“People of the Dreamtime,” Friend, Aug.–Sept. 1981, 6
People of the Dreamtime
For many hundreds of years the People of the Dreamtime have lived in Australia. They are called aborigines, which means the first or original people of a land.
A great deal of Australia is barren desert land. And the dusky skin of the aborigines gives them some protection from the blazing sun. But more than anything, it is their wisdom of the earth and their remarkable self-discipline that make it possible for them to exist under such harsh conditions.
In the Australian outback the aborigines don’t raise any crops, nor do they have domestic animals or beasts of burden to tend. The people do no weaving, make no pottery, and very seldom have any surplus food to store. They have to spend most of every day hunting and gathering food. Some days no food is found.
At a very early age, children learn to be food-gatherers, and as soon as they can walk, a young woman of the camp takes the little tots out some distance into the bush to teach them how to survive. The first lesson they learn is how to read messages printed on the ground by walking feet. By the time an aborigine child is two or three years old, he can find his own mother’s footprints among all the tracks of the camp. The ground is so bare you and I might not be able to see any footprints at all! Soon the little ones are following trails of spiders and insects and small lizards. Now they will not starve or be lost if they are ever on their own.

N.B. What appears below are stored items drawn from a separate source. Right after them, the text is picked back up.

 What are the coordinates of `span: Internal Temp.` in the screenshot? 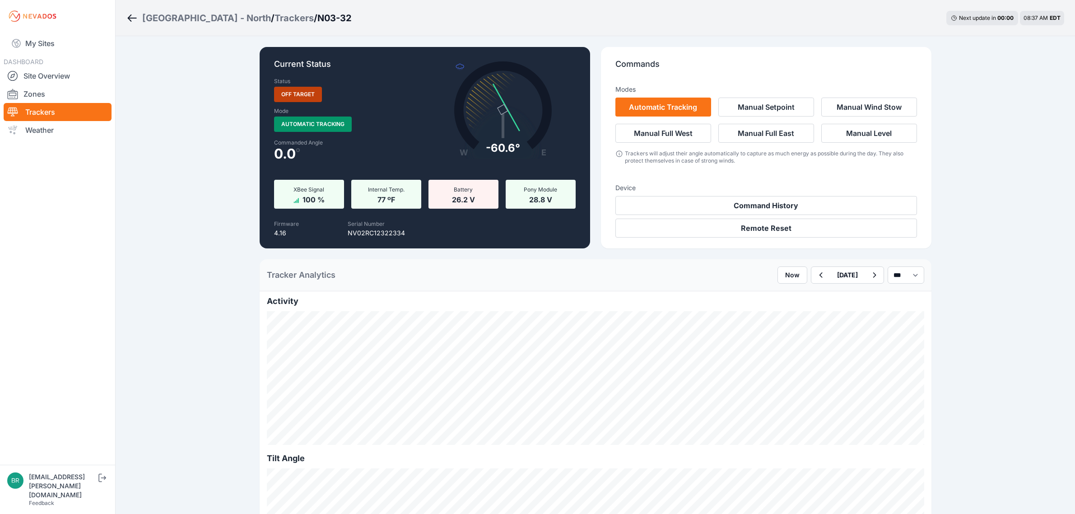 It's located at (386, 189).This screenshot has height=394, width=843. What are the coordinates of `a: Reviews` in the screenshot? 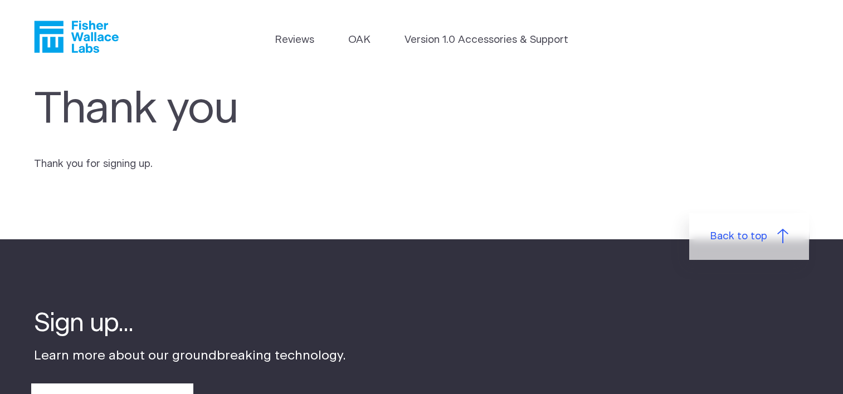 It's located at (294, 40).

All the lessons teach the children how their lives must follow the rhythm of the land. They learn when the food plants ripen, when the reptiles awake from winter’s sleep, when the migrations of birds occur and the meanings of their calls, and how to locate water and food when it seems there is none to be found. The children like all things the earth provides for them to eat.
There are usually about a dozen or so people in a camp, all part of a larger tribe. They roam in small groups and live off the land. The men hunt kangaroos, emus, and other big birds with boomerangs, spears, and woomeras. A woomera or spear thrower is a device made from a piece of wood with an attached thong that helps a hunter give his spear a more powerful throw.

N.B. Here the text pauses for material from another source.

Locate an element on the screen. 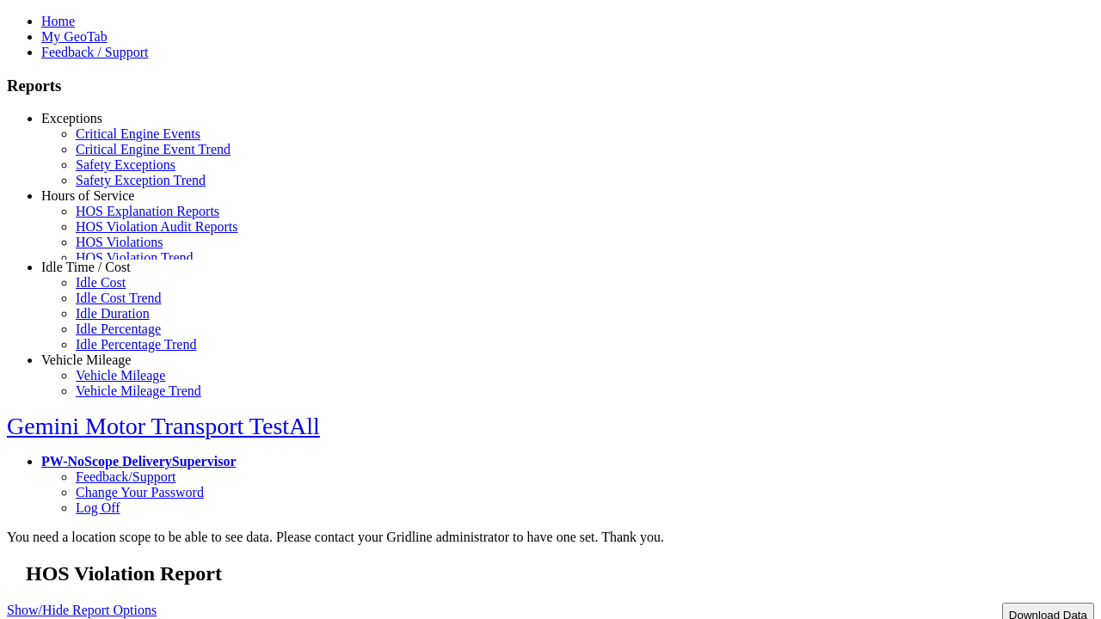  a: Idle Time / Cost is located at coordinates (86, 267).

The women and children hunt smaller creatures that cannot so easily run away. They might be able to kill a snake or goanna lizard with stones or snare a bird. Everyone shares in the food, no matter who provides it. The successful game hunter gets a smaller portion. He has the glory of providing food for the camp and making his family proud and honored. The people know that if they do not share and help each other, none could survive.

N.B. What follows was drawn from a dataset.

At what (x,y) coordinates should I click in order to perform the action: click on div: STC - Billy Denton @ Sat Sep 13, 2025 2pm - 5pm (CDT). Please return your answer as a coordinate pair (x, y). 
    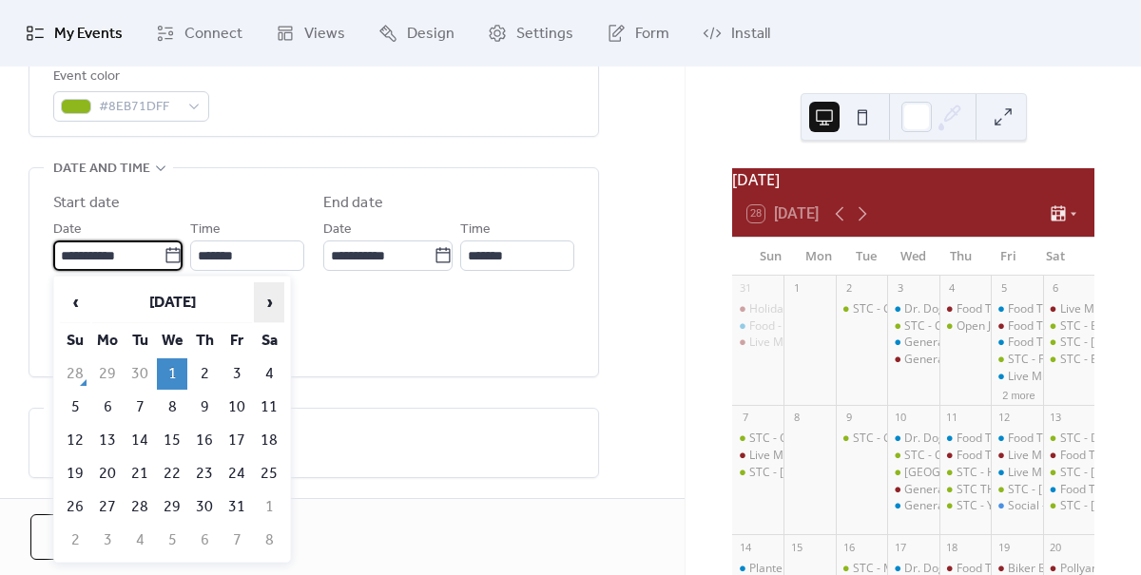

When food is scarce, the camp has to move every day. Most animals forage during the cool of night, so the aborigine hunters glide off into the chilly dawn mists with weapons ready to stalk the creatures before they return to their daytime sleeping places. A little later the rest of the camp follows, staying far behind so they will not frighten off any game animals.
The women and children carry the family’s possessions: digging stick, grinding stones, dilly bag, and coolamon. A dilly bag is a net pouch tied to a string around the waist, and it holds small treasures such as totem charms. A coolamon—used for holding food, fuel, or a baby—is a long bowl made from a small hollowed-out log.
As they travel, the aborigine women and children watch for signs of food. They dig among certain roots for plump white witchetty grubs that are delicious either roasted or raw. They stalk goannas and other lizards and gather seeds and berries. Some women are skillful at unearthing an ant bed without completely destroying it. They dig alongside the main tunnel, being careful not to break through until they come to the chambers laden with sweet ant eggs. If someone finds a honey tree, the whole camp stops while it is harvested in an ancient way by the honey gatherers. They thank the bees for their hard work and ask permission to share in the honey. Then everyone has a delicious treat.
Sometimes it does not rain in the desert all year; sometimes not even for two, three, or four years. Not a drop! Whenever such a drought occurs in this arid land, the cattle on the great stations, or ranches belonging to nonaborigines, die of thirst and starvation. While the hungry aborigines roam the parched land, searing cliffs, and drifting sand, searching and searching for food, they remember where there are ancient and sacred water holes among the rocks that can be used in time of great need. They keep these basins of water carefully covered so that the life-giving liquid won’t evaporate or be fouled. Each drop is rationed, for it is a terrible crime to waste such precious water.
The rivers and lakes dry up soon after the infrequent rains, and the birds and animals are forced to leave. Sometimes the aborigines search the dried mud beds of lakes and rivers for tiny air holes, a sign that frogs have burrowed deep in the damp earth to wait till the rains come again. The people dig them up and squeeze out the life-saving fluids the animals have stored in their bodies.
When the rains come pounding and pouring again, rivers may flood over miles of open country. The land springs into life once more, and seeds sprout and grow practically overnight. For miles the earth is covered with a flower carpet of glowing colors. The animals grow healthy and have more young. Ducks, herons, and geese gratefully return and almost cover the brimming lakes and billabongs (ponds made by flooded rivers and lakes). Flocks of parrots, budgerigars (parakeets), and lovely pink and gray galahs (cockatoos) flash rainbows of color over the watering places and gentle green plains.
Food is plentiful for a while. The People of the Dreamtime live more easily. The men make new hunting weapons and repair broken ones. The young boys watch and make their own play weapons. The girls learn from the women how to knot fibers into dilly bags.
Chanting and dancing to the rhythms of didgeridoos (musical bamboo pipes) and clickety sticks, the people hold ritual corroborees (celebrations), whose beginnings reach far back into the dreamtime, the time before the time of this earth. Sometimes it is a corroboree of thanks for the rain and successful hunting. Another time dancers are costumed and painted to represent emus or animals. The dance mimics the creatures’ habits and the ways man can outwit them in the hunt. Sometimes it is a sacred and secret corroboree in which grown boys have their hardest lessons and tests, initiating them into manhood.
During this fertile season, there is more time for children to play. They pretend to stalk game or run races and have jumping contests. They play a game like jacks with small stones. When there is enough water, the children splash in it all day long. Swimming seems to come naturally to them. One way they hunt ducks is to swim silently underwater where they grab the ducks’ feet and pull them under, one after another, before they are scared off.
At night around the fire they sing and tell tales—maybe retelling the details of the exciting hunt that put a fat kangaroo on the roasting fire that day. They may relate mystical stories of tribal ancestors represented by a turtle, kangaroo, emu, snake, or lizard. Or tales may be told about the spirit people of the dreamtime, stories as old as the world, but ever new with each telling.